Dolan didn't have long to react. The men gathered around him and studied him, then looked one another in the eyes and realized that none of them was willing to put the flintlock rifle to the young man's head and pull the trigger. Dire though their straits were, murder was still murder, and, for now at least, a gnawing stomach could not supersede their moral codes, nor simple human compassion. William Eddy pointed out that one or another of them was bound to die pretty soon anyway and that they could then decide whether or not to consume the body.

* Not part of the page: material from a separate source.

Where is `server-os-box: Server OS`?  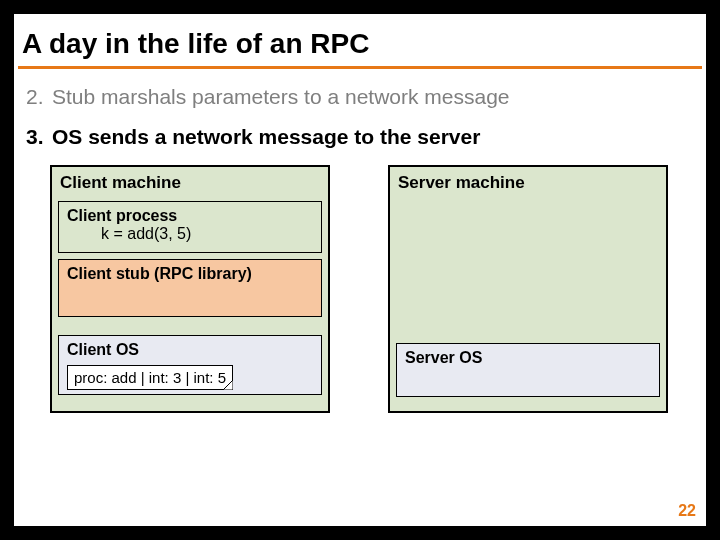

They pushed on and made eight miles that day, camping somewhere on the northern flanks of the canyon of the American River's North Fork. They were utterly exhausted. They had not eaten in forty-eight hours now, but they were burning calories as if they were competing in an Olympic biathlon competition. And all the while they were sliding deeper into a topographical funnel.

 

F
rom the time they had departed St. Joe until they arrived at Truckee Lake, Sarah and her companions had had one principal aid to navigation—the tracks and ruts left by hundreds of wagons that had
preceded them west that summer. But once the snows of late October covered the tracks leading over the Sierra Nevada, they had in a sense been blinded. In an age when maps of the West consisted of little more than pencil sketches drawn from the recollections of trappers and explorers, and the navigational advice dispensed in guides like Lansford Hastings's was often equally sketchy, they'd had nothing more than Stanton's, Luis's, and Salvador's memories to guide them forward. Before they left the lake camp, Stanton had requested the loan of a compass from the Donners, but Milt Elliott had apparently not returned from Alder Creek in time to hand it to Stanton before they set off on their snowshoes.